Why this issue exists

This submission is an automated pressure test issued from CI tooling. It is meant to overlap lexically and thematically with 2026-005 so Stage 2 can flag potential supersession and Stage 5 must judge novelty. Maintainers may close the issue after reading the workflow result; please do not treat this as a serious new research claim.

Introduction

Method-of-use patents under 35 U.S.C. can run for many years. FDA regulatory exclusivity is shorter. DSHEA preclusion can matter when a compound was approved as a drug before supplement marketing. The combination can raise prices and restrict how firms communicate uses. This version repeats those mechanisms in fewer words than essay 2026-005.

Mechanism

FDA exclusivity rewards clinical trials. Patents add enforcement beyond exclusivity. DSHEA section 201(ff)(3)(B) is the statutory hook discussed in the longer essay. The patent layer is sometimes addressable with prior art publication. Exclusivity and statute are harder to move without legislative change. Method-of-use patents amplify regulatory barriers to public-domain compounds by stretching commercial control.

Case snapshots

Colchicine illustrates large price increases after exclusivity plus patents. N-acetylcysteine illustrates FDA warning letters and supplement market tension. Detailed aptamer discussion and comparison tables from the canonical essay are omitted here on purpose so overlap is obvious.

Regulatory barriers

FDA marketing exclusivity transforms temporary exclusivity into longer monopoly control when patents overlap. Dietary supplement status interacts with drug preclusion. Compounding restriction on public access is the policy concern repeated here without new evidence.

Conclusion

This draft is a deliberate near-duplicate for pipeline testing. Under original-research criteria, novelty should be scored critically relative to existing Pubroot work 2026-005 and mainstream commentary.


→ **What is needed**:
From the first line to the last, repeat the records exactly and skip the pictures.

Entries from a visual dataset:
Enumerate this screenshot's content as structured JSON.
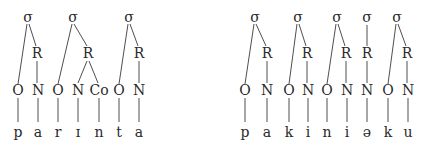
{
  "diagrams": [
    {
      "name": "parinta",
      "segments": [
        "p",
        "a",
        "r",
        "ɪ",
        "n",
        "t",
        "a"
      ],
      "syllables": [
        {
          "label": "σ",
          "rime": "R",
          "constituents": [
            "O",
            "N"
          ]
        },
        {
          "label": "σ",
          "rime": "R",
          "constituents": [
            "O",
            "N",
            "Co"
          ]
        },
        {
          "label": "σ",
          "rime": "R",
          "constituents": [
            "O",
            "N"
          ]
        }
      ]
    },
    {
      "name": "pakiniəku",
      "segments": [
        "p",
        "a",
        "k",
        "i",
        "n",
        "i",
        "ə",
        "k",
        "u"
      ],
      "syllables": [
        {
          "label": "σ",
          "rime": "R",
          "constituents": [
            "O",
            "N"
          ]
        },
        {
          "label": "σ",
          "rime": "R",
          "constituents": [
            "O",
            "N"
          ]
        },
        {
          "label": "σ",
          "rime": "R",
          "constituents": [
            "O",
            "N"
          ]
        },
        {
          "label": "σ",
          "rime": "R",
          "constituents": [
            "N"
          ]
        },
        {
          "label": "σ",
          "rime": "R",
          "constituents": [
            "O",
            "N"
          ]
        }
      ]
    }
  ],
  "labels": {
    "sigma": "σ",
    "rime": "R",
    "onset": "O",
    "nucleus": "N",
    "coda": "Co"
  }
}
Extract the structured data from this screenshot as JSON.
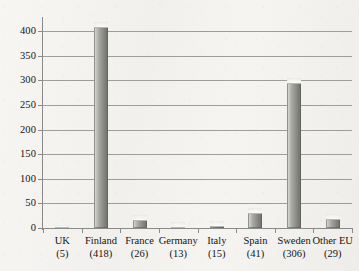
{
  "chart_data": {
    "type": "bar",
    "title": "",
    "subtitle": "",
    "xlabel": "",
    "ylabel": "",
    "categories": [
      "UK",
      "Finland",
      "France",
      "Germany",
      "Italy",
      "Spain",
      "Sweden",
      "Other EU"
    ],
    "category_values": [
      5,
      418,
      26,
      13,
      15,
      41,
      306,
      29
    ],
    "category_value_labels": [
      "(5)",
      "(418)",
      "(26)",
      "(13)",
      "(15)",
      "(41)",
      "(306)",
      "(29)"
    ],
    "values": [
      5,
      418,
      26,
      13,
      15,
      41,
      306,
      29
    ],
    "ylim": [
      0,
      425
    ],
    "yticks": [
      0,
      50,
      100,
      150,
      200,
      250,
      300,
      350,
      400
    ],
    "ytick_labels": [
      "0",
      "50",
      "100",
      "150",
      "200",
      "250",
      "300",
      "350",
      "400"
    ],
    "grid": true,
    "legend": false,
    "legend_position": "none",
    "bar_color": "#8f8f89",
    "grid_color": "#8e8e8e",
    "axis_color": "#8a8a8a",
    "background_color": "#f4f3f0",
    "text_color": "#141414"
  },
  "caption": {
    "text": ""
  }
}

→ **The answer**:
Enumerate this screenshot's content as structured JSON.
{
  "diagrams": [
    {
      "name": "parinta",
      "segments": [
        "p",
        "a",
        "r",
        "ɪ",
        "n",
        "t",
        "a"
      ],
      "syllables": [
        {
          "label": "σ",
          "rime": "R",
          "constituents": [
            "O",
            "N"
          ]
        },
        {
          "label": "σ",
          "rime": "R",
          "constituents": [
            "O",
            "N",
            "Co"
          ]
        },
        {
          "label": "σ",
          "rime": "R",
          "constituents": [
            "O",
            "N"
          ]
        }
      ]
    },
    {
      "name": "pakiniəku",
      "segments": [
        "p",
        "a",
        "k",
        "i",
        "n",
        "i",
        "ə",
        "k",
        "u"
      ],
      "syllables": [
        {
          "label": "σ",
          "rime": "R",
          "constituents": [
            "O",
            "N"
          ]
        },
        {
          "label": "σ",
          "rime": "R",
          "constituents": [
            "O",
            "N"
          ]
        },
        {
          "label": "σ",
          "rime": "R",
          "constituents": [
            "O",
            "N"
          ]
        },
        {
          "label": "σ",
          "rime": "R",
          "constituents": [
            "N"
          ]
        },
        {
          "label": "σ",
          "rime": "R",
          "constituents": [
            "O",
            "N"
          ]
        }
      ]
    }
  ],
  "labels": {
    "sigma": "σ",
    "rime": "R",
    "onset": "O",
    "nucleus": "N",
    "coda": "Co"
  }
}
Extract the structured data from this screenshot as JSON.
{
  "chart_data": {
    "type": "bar",
    "title": "",
    "subtitle": "",
    "xlabel": "",
    "ylabel": "",
    "categories": [
      "UK",
      "Finland",
      "France",
      "Germany",
      "Italy",
      "Spain",
      "Sweden",
      "Other EU"
    ],
    "category_values": [
      5,
      418,
      26,
      13,
      15,
      41,
      306,
      29
    ],
    "category_value_labels": [
      "(5)",
      "(418)",
      "(26)",
      "(13)",
      "(15)",
      "(41)",
      "(306)",
      "(29)"
    ],
    "values": [
      5,
      418,
      26,
      13,
      15,
      41,
      306,
      29
    ],
    "ylim": [
      0,
      425
    ],
    "yticks": [
      0,
      50,
      100,
      150,
      200,
      250,
      300,
      350,
      400
    ],
    "ytick_labels": [
      "0",
      "50",
      "100",
      "150",
      "200",
      "250",
      "300",
      "350",
      "400"
    ],
    "grid": true,
    "legend": false,
    "legend_position": "none",
    "bar_color": "#8f8f89",
    "grid_color": "#8e8e8e",
    "axis_color": "#8a8a8a",
    "background_color": "#f4f3f0",
    "text_color": "#141414"
  },
  "caption": {
    "text": ""
  }
}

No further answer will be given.